Garry Schyman reflects on his most recent score, BioShock Infinite.
GamerHub.TV: Did Ken Levine contribute to the score?
He didn’t contribute to anything that I did specifically. I know he was very involved in listening to all the music, whether it was the source music or the music that I did. He was very involved in every aspect of making the game. Whether he wrote any music I don’t know.
GamerHub.TV: With BioShock Infinite set in 1912, did the time period’s music fit for what the game was trying to convey?
The music of that period is made up of either European classical music or American songs a la Stephen Foster as I just mentioned. Other than that one cue that involved the use of the style of that Stephen Foster song, the music of that period was not particularly useful in determining the style of the score. It just wasn’t going to convey the emotional breadth, nor the danger, or the various needs that the score needed, so to a great extent I ignored the period’s music. Now the source music definitely is very much of the period. But as far as my score is concerned, other than that one cue, the music of that period was not critical to the sound of the score.
GamerHub.TV: When we first meet Elizabeth, the music instills the idea that she is vulnerable, and needs our help in that scene. Was that on purpose?
Yes, she is quite naïve when you first meet her because she has been walled off from the real world and she only has books and her own bizarre skills to open these tears and see the world. So she’s very naïve about the world and she’s been isolated from that world as well for her whole life. So yes, the music is definitely there to portray her vulnerability, though she becomes more and more powerful as the game proceeds.
GamerHub.TV: Songbird is a gigantic creature that flys around the city. How did you write music that conveys the size of a figure to an audience?
The music I wrote for it was directly related to any particular scene that Songbird was in that needed music. So those cues were really to fit a specific moment. Obviously he’s a giant and frightening creature. There is a moment when Songbird is portrayed sympathetically and you’ll have to play the game to see where and how. In general Songbird is portrayed musically as a frightening, scary element that controls Elizabeth and frightens her.
GamerHub.TV: What was your vision of the Songbird before you saw how it would look in-game?
I didn’t know about Songbird until I saw him in-game. I really was not privy to that. The first time I saw Songbird was a scene that I scored fairly early on and he was pretty frightening and intense.
GamerHub.TV: In the song titled, “The Girl For The Debt” is probably my favorite song from the score. The violin work shows the promise of Columbia, but then it quickly becomes very chaotic due to Booker's situation. What’s your approach in incorporating violin in your work?
I used small string ensembles to score most of the game and the violin clearly is a critical part of that, and of course part of that particular cue as well.
GamerHub.TV: I’ve noticed a trend listening to the score that most of the music isn’t long. Is that to make it easier to loop the track?
The tracks are as long as the development team requested. There was no specific purpose in my mind other than to give them exactly what they required. Very often I was scoring specific moments and scenes.
GamerHub.TV: When you scored the finale, what were your emotions?
That was interesting because the game’s development team kept the finale away from most of us who were working on the game. It was a secret until the very last minute. So literally the finale was one of the very last scenes that I scored. I have to say I was really surprised by it. It’s a really interesting moment and it is shocking. I was taken aback by it but I was also excited. It was an amazing ending to the game. How many movies start out with a great idea and then the ending is just flat? In the BioShock games, like any great movie, they have been very successful at really creating experiences that not only are fantastic and involving from the very beginning but that have these amazing and really interesting endings and that’s certainly true of Bioshock Infinite. I don’t know if I had an emotional reaction so much as “wow, that’s just unbelievable, that’s really cool” and then I had to score it, I had to generate the emotions that I was seeing in that scene.
GamerHub.TV: Do you have any issues with the content in BioShock Infinite? (Racism, political, etc.)
No. Racism is shown in all of its repugnant ugliness in Bioshock Infinite. It’s not shied away from but they portray it in a very ugly way as it should be portrayed, and the music reflects that when I score some of those scenes. I didn’t have any issues with that or the political content. I think it makes the game more interesting, it makes the game deeper.
Once again with Bioshock Infinite, as with the original BioShock, you have these debates now about whether games are art and I think that’s one of the most wonderful things that the Bioshock series has brought to the foreground as how artistic or thought-provoking games can really be.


▶ [Problem]
Bring together copies of the lines in the data below that contain the word "Frequency".

▶ [Dataset entries]
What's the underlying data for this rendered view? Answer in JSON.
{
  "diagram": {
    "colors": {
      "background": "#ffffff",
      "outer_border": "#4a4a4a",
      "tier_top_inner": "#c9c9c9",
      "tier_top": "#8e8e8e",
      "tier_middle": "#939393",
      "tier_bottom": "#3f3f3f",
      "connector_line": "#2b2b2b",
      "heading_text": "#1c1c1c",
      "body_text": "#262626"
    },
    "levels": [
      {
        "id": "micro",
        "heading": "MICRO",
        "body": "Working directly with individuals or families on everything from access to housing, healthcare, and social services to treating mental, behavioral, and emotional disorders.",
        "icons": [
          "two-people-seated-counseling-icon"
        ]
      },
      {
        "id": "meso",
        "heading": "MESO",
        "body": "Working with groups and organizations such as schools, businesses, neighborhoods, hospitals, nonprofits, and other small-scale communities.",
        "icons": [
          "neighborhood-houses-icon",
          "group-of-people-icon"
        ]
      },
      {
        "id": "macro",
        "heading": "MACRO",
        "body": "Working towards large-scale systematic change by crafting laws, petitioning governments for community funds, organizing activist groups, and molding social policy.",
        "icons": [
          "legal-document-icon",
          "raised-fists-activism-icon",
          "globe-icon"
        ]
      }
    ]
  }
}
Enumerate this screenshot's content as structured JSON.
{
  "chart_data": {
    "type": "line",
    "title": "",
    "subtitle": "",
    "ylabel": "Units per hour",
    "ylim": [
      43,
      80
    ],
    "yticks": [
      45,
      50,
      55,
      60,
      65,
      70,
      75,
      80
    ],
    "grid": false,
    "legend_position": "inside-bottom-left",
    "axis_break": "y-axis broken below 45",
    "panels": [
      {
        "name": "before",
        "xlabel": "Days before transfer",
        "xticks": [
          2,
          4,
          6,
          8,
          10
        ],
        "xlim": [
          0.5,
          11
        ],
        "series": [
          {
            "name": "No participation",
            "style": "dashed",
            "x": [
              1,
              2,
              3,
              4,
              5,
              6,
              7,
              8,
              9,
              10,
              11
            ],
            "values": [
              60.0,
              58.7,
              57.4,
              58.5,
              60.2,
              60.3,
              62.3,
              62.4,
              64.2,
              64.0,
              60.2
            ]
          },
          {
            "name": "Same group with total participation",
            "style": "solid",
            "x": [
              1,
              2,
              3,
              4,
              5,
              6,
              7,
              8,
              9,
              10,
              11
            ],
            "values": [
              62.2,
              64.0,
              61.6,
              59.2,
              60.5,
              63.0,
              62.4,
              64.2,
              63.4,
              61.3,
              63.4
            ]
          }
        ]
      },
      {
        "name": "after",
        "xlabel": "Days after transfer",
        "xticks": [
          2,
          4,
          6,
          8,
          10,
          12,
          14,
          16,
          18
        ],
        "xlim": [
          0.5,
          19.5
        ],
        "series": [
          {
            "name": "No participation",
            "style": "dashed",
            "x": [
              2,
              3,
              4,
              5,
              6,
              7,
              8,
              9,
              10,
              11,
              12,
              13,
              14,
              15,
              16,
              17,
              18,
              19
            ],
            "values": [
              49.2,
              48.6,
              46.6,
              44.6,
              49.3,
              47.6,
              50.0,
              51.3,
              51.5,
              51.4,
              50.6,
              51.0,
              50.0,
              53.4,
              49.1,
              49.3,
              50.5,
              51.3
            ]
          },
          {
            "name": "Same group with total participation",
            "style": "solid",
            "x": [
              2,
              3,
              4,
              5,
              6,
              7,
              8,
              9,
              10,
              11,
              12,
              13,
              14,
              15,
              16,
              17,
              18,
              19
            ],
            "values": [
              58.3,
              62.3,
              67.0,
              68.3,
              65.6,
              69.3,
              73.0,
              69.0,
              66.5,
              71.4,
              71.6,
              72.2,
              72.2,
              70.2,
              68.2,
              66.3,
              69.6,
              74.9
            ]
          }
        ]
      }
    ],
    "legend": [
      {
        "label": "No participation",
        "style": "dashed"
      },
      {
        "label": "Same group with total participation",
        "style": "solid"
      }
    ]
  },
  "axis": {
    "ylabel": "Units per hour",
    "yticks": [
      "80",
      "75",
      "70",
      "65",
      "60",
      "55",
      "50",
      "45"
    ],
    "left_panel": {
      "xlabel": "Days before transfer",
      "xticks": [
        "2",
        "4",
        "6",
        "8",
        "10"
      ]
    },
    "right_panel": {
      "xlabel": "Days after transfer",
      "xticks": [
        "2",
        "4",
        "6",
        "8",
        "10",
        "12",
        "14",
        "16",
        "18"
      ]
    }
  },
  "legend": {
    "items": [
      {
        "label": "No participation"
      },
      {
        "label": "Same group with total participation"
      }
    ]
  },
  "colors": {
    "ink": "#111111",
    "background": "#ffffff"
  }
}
...
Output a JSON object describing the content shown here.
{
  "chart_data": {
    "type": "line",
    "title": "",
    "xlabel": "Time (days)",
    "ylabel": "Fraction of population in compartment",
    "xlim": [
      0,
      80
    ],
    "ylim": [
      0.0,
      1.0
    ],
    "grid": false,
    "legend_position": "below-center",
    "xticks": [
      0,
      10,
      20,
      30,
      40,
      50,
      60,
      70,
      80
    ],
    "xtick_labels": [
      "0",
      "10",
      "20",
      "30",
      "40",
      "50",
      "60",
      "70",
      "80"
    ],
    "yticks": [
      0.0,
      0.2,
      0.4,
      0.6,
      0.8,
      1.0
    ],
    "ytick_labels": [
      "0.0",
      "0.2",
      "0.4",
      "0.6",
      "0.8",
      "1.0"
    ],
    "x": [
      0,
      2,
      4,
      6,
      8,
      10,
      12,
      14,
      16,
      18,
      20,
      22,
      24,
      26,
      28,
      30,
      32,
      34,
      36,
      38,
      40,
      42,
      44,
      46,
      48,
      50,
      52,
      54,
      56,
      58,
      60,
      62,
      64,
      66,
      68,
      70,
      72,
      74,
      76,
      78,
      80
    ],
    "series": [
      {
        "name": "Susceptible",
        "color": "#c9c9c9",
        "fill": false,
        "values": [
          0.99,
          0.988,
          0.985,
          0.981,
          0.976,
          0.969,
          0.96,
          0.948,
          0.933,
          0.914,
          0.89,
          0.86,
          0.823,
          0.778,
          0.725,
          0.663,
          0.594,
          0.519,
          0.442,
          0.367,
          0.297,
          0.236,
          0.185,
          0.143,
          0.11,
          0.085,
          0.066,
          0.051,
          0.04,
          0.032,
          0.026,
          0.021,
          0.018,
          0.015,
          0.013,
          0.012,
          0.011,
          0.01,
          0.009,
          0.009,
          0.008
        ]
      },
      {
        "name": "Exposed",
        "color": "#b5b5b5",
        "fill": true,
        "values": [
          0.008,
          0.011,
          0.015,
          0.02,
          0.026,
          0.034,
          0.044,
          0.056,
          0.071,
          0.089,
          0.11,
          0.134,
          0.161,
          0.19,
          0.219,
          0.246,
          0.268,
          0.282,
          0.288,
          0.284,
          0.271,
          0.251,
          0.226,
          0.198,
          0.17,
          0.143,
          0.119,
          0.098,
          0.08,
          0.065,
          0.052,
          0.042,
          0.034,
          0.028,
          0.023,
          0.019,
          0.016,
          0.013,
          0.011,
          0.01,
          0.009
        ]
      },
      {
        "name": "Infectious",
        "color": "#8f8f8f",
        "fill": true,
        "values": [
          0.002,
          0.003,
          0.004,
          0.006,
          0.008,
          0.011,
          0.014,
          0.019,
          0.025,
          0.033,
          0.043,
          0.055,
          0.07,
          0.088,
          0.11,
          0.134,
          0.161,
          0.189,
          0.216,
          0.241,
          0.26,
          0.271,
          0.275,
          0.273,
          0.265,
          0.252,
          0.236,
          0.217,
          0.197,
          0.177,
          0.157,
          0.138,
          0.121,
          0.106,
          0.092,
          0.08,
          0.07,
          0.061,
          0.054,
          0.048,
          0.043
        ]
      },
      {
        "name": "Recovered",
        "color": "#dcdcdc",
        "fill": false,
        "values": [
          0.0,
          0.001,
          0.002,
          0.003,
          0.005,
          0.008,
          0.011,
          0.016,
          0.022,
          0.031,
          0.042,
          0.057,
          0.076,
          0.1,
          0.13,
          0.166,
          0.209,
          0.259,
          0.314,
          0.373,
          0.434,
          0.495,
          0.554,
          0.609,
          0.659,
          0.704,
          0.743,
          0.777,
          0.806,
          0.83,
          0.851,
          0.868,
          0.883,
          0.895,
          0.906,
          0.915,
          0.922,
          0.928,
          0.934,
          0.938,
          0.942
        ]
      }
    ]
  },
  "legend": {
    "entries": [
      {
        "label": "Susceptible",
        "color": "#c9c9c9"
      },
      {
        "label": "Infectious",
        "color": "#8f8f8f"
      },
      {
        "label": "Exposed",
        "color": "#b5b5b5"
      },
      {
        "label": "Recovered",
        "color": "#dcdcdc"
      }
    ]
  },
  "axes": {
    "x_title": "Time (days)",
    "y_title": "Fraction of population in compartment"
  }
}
---
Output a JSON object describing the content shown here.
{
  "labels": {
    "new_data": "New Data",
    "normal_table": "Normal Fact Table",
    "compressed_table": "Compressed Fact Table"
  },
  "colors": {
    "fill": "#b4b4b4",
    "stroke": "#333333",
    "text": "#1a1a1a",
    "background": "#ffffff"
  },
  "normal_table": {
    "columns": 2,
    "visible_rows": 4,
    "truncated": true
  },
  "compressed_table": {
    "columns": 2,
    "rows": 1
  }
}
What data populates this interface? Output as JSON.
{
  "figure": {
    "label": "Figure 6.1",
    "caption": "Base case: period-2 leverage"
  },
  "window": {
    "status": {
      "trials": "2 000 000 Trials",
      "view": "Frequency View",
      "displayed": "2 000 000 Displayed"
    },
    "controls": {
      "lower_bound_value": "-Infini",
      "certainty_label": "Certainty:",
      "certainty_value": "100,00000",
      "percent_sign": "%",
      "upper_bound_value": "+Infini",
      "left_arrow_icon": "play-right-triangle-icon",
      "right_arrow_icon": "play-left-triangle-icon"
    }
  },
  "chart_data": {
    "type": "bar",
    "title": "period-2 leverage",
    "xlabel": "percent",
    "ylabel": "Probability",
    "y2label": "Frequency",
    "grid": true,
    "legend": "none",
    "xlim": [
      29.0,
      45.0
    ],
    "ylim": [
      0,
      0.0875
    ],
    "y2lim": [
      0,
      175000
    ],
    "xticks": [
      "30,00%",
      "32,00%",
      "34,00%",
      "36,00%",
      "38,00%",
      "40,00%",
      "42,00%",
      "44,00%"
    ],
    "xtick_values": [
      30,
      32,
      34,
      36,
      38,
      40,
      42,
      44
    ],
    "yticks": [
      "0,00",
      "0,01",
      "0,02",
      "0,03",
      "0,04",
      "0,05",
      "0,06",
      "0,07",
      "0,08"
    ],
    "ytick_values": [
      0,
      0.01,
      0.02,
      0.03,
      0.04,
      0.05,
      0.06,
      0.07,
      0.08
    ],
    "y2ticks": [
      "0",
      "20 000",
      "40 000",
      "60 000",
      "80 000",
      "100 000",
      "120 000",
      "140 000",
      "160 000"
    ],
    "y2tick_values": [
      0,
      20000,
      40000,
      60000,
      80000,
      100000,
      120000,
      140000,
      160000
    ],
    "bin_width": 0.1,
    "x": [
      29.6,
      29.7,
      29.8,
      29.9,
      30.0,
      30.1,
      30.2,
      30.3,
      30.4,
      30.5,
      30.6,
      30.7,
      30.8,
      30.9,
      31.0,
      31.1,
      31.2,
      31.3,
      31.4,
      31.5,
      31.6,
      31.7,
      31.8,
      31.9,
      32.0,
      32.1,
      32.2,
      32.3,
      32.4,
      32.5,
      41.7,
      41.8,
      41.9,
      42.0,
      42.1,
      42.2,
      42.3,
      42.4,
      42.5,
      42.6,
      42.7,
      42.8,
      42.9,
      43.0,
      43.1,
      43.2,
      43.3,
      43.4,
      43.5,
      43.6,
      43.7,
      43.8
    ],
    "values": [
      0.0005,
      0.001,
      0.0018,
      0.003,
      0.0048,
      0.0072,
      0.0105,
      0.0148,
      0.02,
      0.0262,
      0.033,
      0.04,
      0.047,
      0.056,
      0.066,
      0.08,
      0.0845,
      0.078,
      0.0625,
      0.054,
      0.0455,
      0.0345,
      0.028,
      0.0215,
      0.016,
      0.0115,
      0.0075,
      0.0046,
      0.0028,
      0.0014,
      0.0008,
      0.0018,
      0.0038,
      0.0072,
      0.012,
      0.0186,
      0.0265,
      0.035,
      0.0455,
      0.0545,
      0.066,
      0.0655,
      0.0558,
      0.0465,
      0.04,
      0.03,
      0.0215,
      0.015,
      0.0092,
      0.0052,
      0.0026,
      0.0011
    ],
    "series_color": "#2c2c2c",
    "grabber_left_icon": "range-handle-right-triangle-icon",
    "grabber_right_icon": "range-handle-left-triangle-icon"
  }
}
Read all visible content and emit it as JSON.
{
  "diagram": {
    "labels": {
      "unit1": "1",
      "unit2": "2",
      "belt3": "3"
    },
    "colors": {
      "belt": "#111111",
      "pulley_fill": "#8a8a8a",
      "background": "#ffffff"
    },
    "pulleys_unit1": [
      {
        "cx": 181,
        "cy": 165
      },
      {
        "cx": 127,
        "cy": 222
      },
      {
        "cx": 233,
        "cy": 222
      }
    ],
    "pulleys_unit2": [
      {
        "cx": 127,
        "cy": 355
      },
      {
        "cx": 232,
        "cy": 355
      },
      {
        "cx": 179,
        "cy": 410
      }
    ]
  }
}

▶ [Problem solution]
      "view": "Frequency View",
    "y2label": "Frequency",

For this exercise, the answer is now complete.